President Joe Biden will nominate Jill Hruby, former director of the Sandia National Laboratories, to lead the National Nuclear Security Administration, the White House said this week.
Hruby led Sandia for about two years during the Barack Obama administration, from mid-2015 to mid-2017. Since then, she has worked as an independent consultant, logging time on federal advisory boards such as the Defense Programs Advisory Board, and nonprofits including the Washington, D.C.-based Nuclear Threat Initiative.
Hruby spent more than 30 years working at Sandia, holding positions in weapons and nonproliferation programs before rising to lead the labs network. She has a master’s degree in mechanical engineering from the University of California at Berkeley.
Hruby would be the second woman to lead DOE’s semi-autonomous National Nuclear Security Administration (NNSA). The first was Lisa Gordon-Hagerty, Hruby’s predecessor. Biden had not made Hruby’s nomination official at deadline Friday for Nuclear Security & Deterrence Monitor. The Senate Armed Services Committee will have to approve her nomination after a hearing, which also had not been scheduled at deadline.
Sources have told the Monitor that the Biden administration also considered Madelyn Creedon, a deputy NNSA administrator, for the top DOE nuclear-weapons job, but that Creedon removed herself from the running.
Meanwhile, some former government officials wrote a letter to Secretary of Energy Jennifer Granholm urging her to give Gordon-Hagerty an encore at NNSA, sources said this week. Gordon-Hagerty was squeezed out of the government in November by former Secretary of Energy Dan Brouillette. NNSA administrators often stay on after a presidential transition.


- **TRY IT**
Search the listing below for the word "heading" and copy each line that holds it.

+ + + + +

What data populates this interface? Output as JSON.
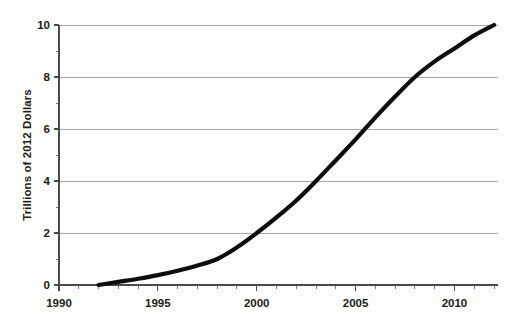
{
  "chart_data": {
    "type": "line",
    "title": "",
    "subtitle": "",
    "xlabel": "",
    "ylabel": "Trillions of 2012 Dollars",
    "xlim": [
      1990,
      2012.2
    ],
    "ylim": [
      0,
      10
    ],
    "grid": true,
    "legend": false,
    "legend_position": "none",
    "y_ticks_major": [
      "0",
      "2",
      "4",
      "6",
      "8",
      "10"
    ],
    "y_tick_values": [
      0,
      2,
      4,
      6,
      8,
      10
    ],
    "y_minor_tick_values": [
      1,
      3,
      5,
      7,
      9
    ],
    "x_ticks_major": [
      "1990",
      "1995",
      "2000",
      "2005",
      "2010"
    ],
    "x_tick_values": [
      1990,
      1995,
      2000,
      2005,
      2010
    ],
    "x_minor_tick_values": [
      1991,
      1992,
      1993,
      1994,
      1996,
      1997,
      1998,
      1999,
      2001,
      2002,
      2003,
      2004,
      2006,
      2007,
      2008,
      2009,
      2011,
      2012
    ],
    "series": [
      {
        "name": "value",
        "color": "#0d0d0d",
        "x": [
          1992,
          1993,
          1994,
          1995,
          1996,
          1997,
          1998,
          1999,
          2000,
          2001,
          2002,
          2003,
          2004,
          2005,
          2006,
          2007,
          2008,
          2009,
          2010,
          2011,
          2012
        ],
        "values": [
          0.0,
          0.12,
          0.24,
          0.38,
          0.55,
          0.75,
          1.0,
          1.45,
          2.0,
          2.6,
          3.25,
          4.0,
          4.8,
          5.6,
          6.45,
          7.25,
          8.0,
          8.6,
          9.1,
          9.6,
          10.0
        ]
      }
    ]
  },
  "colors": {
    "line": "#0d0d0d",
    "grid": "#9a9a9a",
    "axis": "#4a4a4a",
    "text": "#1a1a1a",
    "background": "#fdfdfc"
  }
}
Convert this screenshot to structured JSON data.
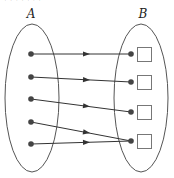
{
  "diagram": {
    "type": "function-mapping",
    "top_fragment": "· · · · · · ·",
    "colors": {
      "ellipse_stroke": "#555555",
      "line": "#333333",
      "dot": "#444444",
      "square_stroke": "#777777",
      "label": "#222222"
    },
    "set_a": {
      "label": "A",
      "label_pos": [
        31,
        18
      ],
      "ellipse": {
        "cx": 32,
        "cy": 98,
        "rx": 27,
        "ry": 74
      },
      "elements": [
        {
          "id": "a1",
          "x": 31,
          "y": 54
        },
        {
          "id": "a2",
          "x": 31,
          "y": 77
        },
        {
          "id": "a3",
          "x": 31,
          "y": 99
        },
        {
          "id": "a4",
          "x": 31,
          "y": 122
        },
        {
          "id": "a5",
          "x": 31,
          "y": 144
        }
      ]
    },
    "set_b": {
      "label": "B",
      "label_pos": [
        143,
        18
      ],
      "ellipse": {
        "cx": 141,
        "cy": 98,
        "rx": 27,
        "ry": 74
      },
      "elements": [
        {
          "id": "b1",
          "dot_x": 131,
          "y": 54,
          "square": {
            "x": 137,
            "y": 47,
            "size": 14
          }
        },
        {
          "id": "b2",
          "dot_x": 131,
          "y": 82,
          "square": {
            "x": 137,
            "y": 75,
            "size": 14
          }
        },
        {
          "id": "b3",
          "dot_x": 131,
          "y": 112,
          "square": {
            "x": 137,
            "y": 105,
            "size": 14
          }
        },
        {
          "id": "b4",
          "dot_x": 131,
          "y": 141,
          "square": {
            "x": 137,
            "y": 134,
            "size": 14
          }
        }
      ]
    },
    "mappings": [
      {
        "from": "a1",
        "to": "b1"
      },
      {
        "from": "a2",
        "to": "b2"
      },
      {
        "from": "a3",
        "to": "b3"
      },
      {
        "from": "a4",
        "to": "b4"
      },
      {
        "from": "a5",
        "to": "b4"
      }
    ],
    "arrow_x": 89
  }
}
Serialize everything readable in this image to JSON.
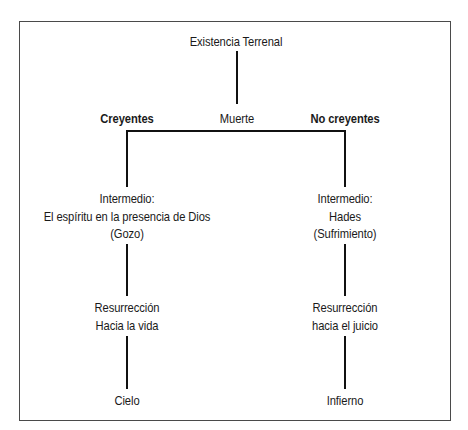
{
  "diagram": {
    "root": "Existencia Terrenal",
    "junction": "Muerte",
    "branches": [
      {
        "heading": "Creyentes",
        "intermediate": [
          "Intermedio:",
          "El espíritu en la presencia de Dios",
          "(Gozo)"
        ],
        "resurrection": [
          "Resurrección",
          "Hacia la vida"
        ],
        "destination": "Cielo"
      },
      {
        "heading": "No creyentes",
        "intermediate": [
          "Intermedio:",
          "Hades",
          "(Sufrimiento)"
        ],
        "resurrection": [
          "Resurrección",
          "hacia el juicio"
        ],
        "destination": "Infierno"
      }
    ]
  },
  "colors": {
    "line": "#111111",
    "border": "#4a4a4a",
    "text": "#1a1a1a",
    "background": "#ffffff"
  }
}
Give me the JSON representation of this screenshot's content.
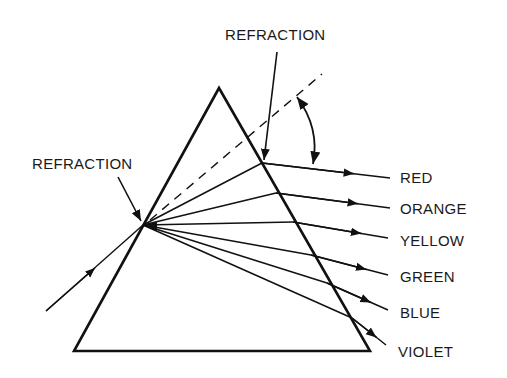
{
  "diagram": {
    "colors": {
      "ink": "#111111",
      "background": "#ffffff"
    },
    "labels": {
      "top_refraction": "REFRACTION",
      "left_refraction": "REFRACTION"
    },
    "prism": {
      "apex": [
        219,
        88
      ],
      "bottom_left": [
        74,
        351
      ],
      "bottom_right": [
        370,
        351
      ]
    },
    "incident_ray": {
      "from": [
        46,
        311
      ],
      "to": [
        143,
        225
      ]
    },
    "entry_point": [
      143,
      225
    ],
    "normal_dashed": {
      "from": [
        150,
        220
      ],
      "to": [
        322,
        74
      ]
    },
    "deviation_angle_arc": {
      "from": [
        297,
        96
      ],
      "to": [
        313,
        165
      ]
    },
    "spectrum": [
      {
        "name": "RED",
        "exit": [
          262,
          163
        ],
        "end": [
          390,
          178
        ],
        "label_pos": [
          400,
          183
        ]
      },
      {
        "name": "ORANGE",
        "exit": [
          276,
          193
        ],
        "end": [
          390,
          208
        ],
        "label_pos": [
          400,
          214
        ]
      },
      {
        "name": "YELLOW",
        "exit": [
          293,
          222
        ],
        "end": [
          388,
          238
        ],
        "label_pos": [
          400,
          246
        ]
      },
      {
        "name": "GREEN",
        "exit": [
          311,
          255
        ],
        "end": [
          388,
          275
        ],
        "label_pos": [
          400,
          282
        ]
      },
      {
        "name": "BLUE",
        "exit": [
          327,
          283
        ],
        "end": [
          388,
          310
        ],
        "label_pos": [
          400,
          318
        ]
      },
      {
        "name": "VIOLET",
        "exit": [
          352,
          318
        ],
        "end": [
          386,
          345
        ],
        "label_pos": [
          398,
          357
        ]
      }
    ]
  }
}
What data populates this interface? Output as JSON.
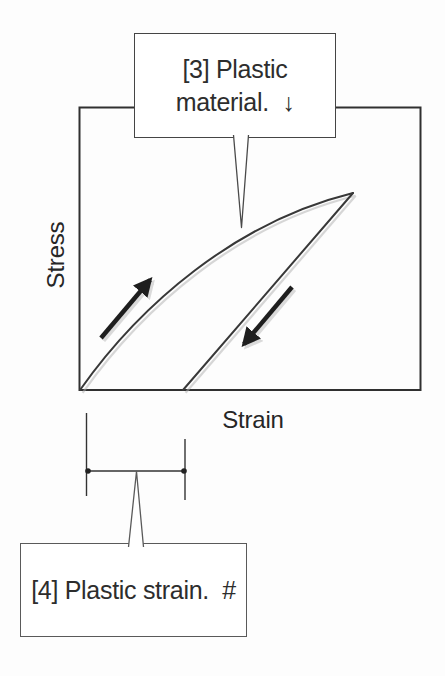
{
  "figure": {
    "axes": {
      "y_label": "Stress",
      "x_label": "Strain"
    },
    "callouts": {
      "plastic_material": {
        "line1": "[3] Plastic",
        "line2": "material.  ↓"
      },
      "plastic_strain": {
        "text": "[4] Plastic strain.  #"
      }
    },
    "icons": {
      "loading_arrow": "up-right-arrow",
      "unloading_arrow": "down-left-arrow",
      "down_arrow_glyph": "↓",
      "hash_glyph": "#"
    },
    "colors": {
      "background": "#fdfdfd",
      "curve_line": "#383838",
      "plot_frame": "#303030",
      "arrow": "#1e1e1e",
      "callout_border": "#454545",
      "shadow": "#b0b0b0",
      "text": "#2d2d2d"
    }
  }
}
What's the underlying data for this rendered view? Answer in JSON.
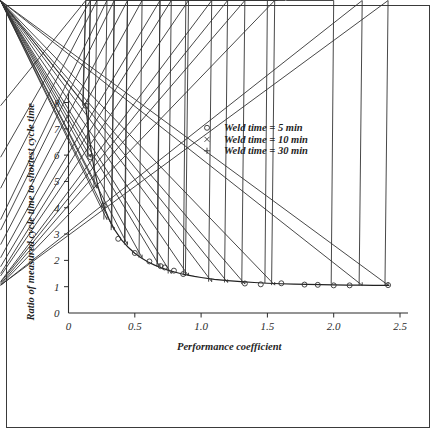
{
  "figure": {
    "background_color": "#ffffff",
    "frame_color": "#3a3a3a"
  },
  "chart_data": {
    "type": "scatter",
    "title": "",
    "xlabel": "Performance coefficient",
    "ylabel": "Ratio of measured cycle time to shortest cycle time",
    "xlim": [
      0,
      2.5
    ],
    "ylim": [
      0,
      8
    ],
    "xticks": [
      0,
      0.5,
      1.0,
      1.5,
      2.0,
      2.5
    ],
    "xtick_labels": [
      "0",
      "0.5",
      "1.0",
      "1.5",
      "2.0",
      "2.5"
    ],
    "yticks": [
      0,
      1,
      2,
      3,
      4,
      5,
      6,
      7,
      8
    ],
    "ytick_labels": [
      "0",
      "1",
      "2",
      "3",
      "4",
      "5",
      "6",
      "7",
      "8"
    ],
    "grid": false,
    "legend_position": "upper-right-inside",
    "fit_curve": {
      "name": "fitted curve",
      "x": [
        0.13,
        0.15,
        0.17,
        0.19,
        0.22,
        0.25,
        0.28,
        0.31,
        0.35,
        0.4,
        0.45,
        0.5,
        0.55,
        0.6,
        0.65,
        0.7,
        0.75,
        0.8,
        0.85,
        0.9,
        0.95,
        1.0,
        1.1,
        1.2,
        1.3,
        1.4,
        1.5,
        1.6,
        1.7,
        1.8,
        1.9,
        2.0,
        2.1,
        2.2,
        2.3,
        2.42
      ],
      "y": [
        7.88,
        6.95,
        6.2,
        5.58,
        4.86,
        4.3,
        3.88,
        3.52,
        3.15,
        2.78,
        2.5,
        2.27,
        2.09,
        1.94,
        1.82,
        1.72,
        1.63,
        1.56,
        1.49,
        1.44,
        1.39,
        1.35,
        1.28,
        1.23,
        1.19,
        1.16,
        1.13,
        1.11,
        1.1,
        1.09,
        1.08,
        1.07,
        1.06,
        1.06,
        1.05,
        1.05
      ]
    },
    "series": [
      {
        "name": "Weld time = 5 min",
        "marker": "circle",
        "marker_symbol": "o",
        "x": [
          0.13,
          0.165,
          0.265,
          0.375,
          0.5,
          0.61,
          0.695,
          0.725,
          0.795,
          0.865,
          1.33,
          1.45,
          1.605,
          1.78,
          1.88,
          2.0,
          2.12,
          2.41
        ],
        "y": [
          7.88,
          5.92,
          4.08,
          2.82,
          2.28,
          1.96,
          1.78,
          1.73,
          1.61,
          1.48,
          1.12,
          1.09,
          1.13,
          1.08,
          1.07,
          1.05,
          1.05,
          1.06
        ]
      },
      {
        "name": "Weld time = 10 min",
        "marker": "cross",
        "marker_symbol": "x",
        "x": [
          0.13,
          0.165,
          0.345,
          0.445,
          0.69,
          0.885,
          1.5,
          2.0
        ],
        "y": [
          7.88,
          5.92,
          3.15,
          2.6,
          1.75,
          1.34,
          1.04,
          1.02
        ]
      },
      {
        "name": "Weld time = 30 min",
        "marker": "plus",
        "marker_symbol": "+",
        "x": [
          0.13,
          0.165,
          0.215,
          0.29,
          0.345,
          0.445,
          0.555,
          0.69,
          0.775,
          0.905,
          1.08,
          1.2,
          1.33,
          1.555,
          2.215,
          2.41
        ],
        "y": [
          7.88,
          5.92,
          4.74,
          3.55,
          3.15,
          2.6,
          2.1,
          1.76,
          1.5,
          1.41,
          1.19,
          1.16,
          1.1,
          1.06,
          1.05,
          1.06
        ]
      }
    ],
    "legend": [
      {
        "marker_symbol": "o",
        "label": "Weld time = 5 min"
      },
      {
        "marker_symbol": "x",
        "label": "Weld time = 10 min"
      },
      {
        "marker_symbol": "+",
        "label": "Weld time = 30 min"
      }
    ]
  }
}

+ + + + +

- **SOLUTION TO THIS EXERCISE**
        "heading": "Creyentes",
        "heading": "No creyentes",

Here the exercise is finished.